I listened to the whisper of the file, and presently I saw that John’s position had changed – he was filing the second bar.
Then suddenly the darkness and the silence were shattered by a bright light and the high voice of an angry woman. I knew that voice, and I remembered the words in the letter, ‘She will kill me!’ and before I was conscious of my own purpose I had turned and dropped from the wooden window on to the paving-flags of the yard below – dropped with all my weight on my gouty foot, and I swear I never felt so much as a twinge. Then up the baking-house door – never mind how the bolts rattled now – and clattering in my boots over the tiled roof to where my boy John crouched, filing at the second bar. I caught up the second file from the window-ledge – the first had not yet worn blunt – and filed at the top of the bar; and inside the room the angry voice rose and fell. As I got the file into its groove I turned my eyes towards the room within. In a corner behind an old chest and a pile of sacks crouched a white figure, rags of lace and ribbon I could distinguish, and a dark head, but the face was hidden.

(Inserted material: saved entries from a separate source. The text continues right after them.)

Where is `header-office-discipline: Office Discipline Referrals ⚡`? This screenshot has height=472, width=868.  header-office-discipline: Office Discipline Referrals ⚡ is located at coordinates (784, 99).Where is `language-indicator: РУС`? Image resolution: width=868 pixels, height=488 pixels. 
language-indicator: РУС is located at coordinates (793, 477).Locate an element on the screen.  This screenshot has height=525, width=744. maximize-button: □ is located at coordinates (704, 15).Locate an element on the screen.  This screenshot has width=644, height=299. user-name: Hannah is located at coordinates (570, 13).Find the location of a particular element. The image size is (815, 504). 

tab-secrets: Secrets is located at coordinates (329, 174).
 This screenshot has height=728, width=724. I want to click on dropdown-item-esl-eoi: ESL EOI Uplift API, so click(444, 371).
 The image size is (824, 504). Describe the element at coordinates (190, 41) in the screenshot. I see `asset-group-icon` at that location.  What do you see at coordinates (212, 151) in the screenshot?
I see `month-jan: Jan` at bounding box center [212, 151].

In the middle of the floor stood Miss Rowsley, without her cap – it was long since I had seen her without a cap or bonnet – her grey, disordered hair hanging on her shoulders. She wore a grey dressing-gown; in one hand she held a candle and in the other a long carving knife. This sounds a little comic, perhaps – or cheaply melodramatic. It did not seem so to my John and me. We remembered the words of the letter, ‘She will kill me!’ and we saw that white figure crouching before the grey-haired fury. Miss Rowsley’s feature
s were swollen and distorted; her lips moved more than was needed for speech. She did not hear, or did not heed, the strong undertone of the busy files.
‘So I’ve caught you at last!’ she was saying, holding the candle aslant till the grease dripped in slow drops to the floor. ‘You wouldn’t be warned. You would encourage your lover. Get up and let me see your wicked face, you shameless baggage. Ah, that I should ever have to say it of a sister of mine!’

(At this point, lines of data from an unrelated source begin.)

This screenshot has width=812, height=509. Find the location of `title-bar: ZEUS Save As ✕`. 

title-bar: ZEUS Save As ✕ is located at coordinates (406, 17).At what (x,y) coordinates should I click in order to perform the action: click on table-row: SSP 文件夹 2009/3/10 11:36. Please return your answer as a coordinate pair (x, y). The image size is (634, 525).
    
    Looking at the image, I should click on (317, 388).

‘Mad as a hatter,’ whispered John, filing away furiously.
‘You shan’t live to disgrace your family,’ the old woman went on; ‘John Warburton’s no match for you, and I’d sooner see you in your shroud. I’ll give you one more chance. Will you marry Edward Neale?’
Then I understood. The woman was indeed mad, and was now going over, in part at least, some scene of twenty-five years ago, in which her sister, my boyhood’s love, had played a part. My poor Valeria – my poor, timid Valeria!
The crouching figure moved, took its hands from its face, I saw the face quite unmistakably, quite plainly. And the face was my Valeria’s as I remembered it all those years ago, only now not lit with the pretty lights of hope and love, but pale and shadowed with the terror of death.
‘I will promise you anything you like,’ she whispered breathlessly.
And now the files had done their work, the bar bent in and snapped, and I thank God that I, and not John, got my knee first over the window-ledge and was in the room and holding the mad woman by her elbows before she could raise the knife to me. John came after, picked up the candle, and lighted it again.
‘We got your letter,’ he said in quite an ordinary tone to the girl, who now leaned against the chest, with eyes wide open and breast heaving with laboured breath.
‘What is it all about?’ I asked.
‘I don’t know,’ said the girl in a whisper, and the grey-haired woman writhed in my grasp. I tightened my fingers on her right arm till she dropped the knife. She did not speak to us – only struggled dumbly like some animal trapped.